The memo was signed on March 13 by Steven Morani, the Under Secretary for Acquisition and Sustainment (A&S). It calls for the CDAO Component Acquisition Executive (CAE) to provide his office drafts of a capability needs statement, program cost estimate, a program roadmap and “other supporting documentation” within 30 days after the memo was signed to help determine if Advana should become a program of record. 

Additionally, within 60 days of signing the memo, the A&S team must submit “courses of action for my approval regarding pausing the issuance of any solicitation covering Advana efforts sponsored or executed by the CDAO CAE, acquisition pathway(s), program management appointment and a transition agency for Advana,” Morani wrote. 

Advana, the Defense Department’s prized data analytics platform, is a massive enterprise data environment that provides the armed services, officials and partners with analytics and data-driven tools from over 400 department business systems

In 2021, the DoD awarded the first contract related to Advana to Booz Allen Hamilton for $647 million, but the program’s future has felt precarious over the last calendar year.

In June 2024, the Pentagon paused the development of Advana, citing “infrastructure” changes needed to be made before additional features could be added, DefenseOne reported. A month later, the CDAO announced it would be holding a recompete for Advana followed by announcing a 10-year multi-vendor solicitation worth up to $15 billion in September, Breaking Defense reported.
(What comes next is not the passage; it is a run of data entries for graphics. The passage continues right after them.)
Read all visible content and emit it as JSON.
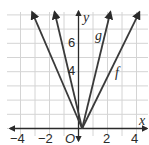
{
  "chart_data": {
    "type": "line",
    "title": "",
    "xlabel": "x",
    "ylabel": "y",
    "origin_label": "O",
    "xlim": [
      -4.8,
      4.6
    ],
    "ylim": [
      -0.7,
      8.3
    ],
    "grid": true,
    "x_ticks": [
      {
        "value": -4,
        "label": "−4"
      },
      {
        "value": -2,
        "label": "−2"
      },
      {
        "value": 2,
        "label": "2"
      },
      {
        "value": 4,
        "label": "4"
      }
    ],
    "y_ticks": [
      {
        "value": 4,
        "label": "4"
      },
      {
        "value": 6,
        "label": "6"
      }
    ],
    "series": [
      {
        "name": "f",
        "label": "f",
        "vertex": [
          0.25,
          0
        ],
        "left_end": [
          -3.2,
          8.2
        ],
        "right_end": [
          4.2,
          8.2
        ],
        "color": "#3a3a3a"
      },
      {
        "name": "g",
        "label": "g",
        "vertex": [
          0.25,
          0
        ],
        "left_end": [
          -1.65,
          8.2
        ],
        "right_end": [
          2.2,
          8.2
        ],
        "color": "#3a3a3a"
      }
    ]
  },
  "labels": {
    "x_axis": "x",
    "y_axis": "y",
    "origin": "O",
    "f": "f",
    "g": "g",
    "xt_m4": "−4",
    "xt_m2": "−2",
    "xt_2": "2",
    "xt_4": "4",
    "yt_4": "4",
    "yt_6": "6"
  }
}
And following President Donald Trump taking office two months ago, Alex O’Toole, the program officer for Advana, left his role, DefenseScoop reported

According to his LinkedIn page, O’Toole is now employed at Databricks in a senior management position. The Pentagon declined to comment on who has replaced him. The Pentagon also did not respond to a request for comment by press time confirming that the CDAO received the memo and is following through with the required actions laid out by Morani.

Sydney Freedberg contributed to this report.